The script, said the producer, was the best thing he had read in six months He was interested I glowed. Finally, I travelled up to London as a Writer, capital letter and all. I remember everything about it - right down to the fact that I ended up buying the drinks - because it was my first grown-up meeting. Just a pile of paper.I handed it in to my agent, who was effusive and then .. nothing A producer rang up, wanting to meet me in a pub after work.

It was, after all, the only physical proof of six months' graft until the film got made And that was how it was to remain for many years. I was secretly more proud of the sheer bulk of paper than anything else, and would pick it up and weigh it satisfyingly in my hand every time I passed it on the desk. Yet by the time I got to "the end", Among Giants was more than 160 pages long - at least 40 pages (and therefore as a film 40 minutes) too long. Five films later, I am still waiting for it to happen again.When I began the process, my biggest fear was running out of material in 30 pages. This, I thought, is the real thing, what writing is all about. By the time they had stopped dictating to me, I was exhausted and had "written" 15 pages without conscious thought It is the nearest to pure writing I have experienced. I appeared to be nothing more than a conduit for their conversations.

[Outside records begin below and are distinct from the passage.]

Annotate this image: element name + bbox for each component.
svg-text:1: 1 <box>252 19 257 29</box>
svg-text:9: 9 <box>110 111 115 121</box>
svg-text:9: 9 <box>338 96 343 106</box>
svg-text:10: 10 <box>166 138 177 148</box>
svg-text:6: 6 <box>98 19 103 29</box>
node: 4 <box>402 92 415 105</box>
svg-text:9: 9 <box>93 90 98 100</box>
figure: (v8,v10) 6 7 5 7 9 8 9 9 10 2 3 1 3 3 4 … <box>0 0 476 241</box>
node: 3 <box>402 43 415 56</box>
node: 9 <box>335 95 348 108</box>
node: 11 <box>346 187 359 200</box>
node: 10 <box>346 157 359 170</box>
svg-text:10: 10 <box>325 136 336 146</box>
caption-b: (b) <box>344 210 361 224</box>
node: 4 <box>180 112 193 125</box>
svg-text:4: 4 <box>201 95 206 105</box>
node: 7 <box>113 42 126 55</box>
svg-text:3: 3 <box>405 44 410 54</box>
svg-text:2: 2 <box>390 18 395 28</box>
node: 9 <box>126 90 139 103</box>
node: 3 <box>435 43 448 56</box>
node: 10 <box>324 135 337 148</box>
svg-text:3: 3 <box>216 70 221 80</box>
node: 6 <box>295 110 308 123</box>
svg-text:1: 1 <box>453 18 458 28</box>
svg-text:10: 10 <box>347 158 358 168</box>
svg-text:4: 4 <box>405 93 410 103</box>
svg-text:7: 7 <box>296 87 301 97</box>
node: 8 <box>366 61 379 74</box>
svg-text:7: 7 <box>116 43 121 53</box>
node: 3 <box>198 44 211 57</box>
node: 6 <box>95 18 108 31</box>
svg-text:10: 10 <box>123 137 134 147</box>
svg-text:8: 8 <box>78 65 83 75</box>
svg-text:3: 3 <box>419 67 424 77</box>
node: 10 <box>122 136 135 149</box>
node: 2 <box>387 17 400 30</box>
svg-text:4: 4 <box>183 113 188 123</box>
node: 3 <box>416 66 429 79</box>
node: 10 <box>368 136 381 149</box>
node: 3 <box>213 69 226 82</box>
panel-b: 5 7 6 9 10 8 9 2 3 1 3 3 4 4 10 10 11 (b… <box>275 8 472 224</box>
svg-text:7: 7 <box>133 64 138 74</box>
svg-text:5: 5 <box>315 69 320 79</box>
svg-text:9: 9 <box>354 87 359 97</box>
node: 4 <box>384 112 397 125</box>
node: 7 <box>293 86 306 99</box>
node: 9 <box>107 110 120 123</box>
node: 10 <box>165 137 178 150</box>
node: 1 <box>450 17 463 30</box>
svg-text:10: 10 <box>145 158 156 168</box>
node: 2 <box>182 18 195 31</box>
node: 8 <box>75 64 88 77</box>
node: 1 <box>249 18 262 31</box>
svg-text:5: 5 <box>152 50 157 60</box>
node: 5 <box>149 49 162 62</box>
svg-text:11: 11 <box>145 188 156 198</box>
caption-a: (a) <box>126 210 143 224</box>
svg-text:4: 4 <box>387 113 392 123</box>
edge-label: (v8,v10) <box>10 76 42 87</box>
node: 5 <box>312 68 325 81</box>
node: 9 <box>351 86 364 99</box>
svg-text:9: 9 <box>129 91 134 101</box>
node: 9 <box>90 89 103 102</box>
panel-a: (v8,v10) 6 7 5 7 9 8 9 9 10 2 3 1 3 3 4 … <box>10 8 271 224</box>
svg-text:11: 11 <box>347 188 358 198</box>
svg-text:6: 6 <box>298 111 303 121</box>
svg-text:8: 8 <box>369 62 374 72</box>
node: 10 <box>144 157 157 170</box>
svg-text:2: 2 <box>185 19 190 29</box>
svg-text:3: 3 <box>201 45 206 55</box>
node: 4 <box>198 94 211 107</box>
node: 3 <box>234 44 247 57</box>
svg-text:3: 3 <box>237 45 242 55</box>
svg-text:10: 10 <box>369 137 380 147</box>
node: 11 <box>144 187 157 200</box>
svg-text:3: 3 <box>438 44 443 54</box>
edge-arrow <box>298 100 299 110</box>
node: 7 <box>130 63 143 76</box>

Gradually, I realised it was the people surviving and even thriving in the midst of these ruins who were the real giants.One day as I was writing, the characters began talking to each other. I wrote one scene to be shot on the top of a gasometer and a love scene that takes place in the middle of a disused cooling tower, its cascades of water becoming a modern, industrial Eden. I began to write scenes that were almost impossible to shoot (yet somehow were shot) which put the landscape at the heart of the film. To me, Sheffield had just such resonances: instead of Roman palaces, there were cooling towers, gasometers, electricity pylons - monoliths bearing testament to an industrial age that had crumbled, leaving nothing but its rusting archaeology and the people living in its huge shadows.And are these structures ugly? Are electricity pylons, designed by Gilbert Scott - whose other works include Liverpool's Anglican Cathedral and Battersea Power Station - really just bird-killers, as my godmother so trenchantly called them? To me, the stride of a pylon across the moors resonates as much about the spirit of an industrial age as a Georgian house reflects the refinement and order of its era. On a trip to Jordan, I visited Petra, where Bedouin tribes were camping out in the remains of vast Roman and Nabataean palaces cut into the rock.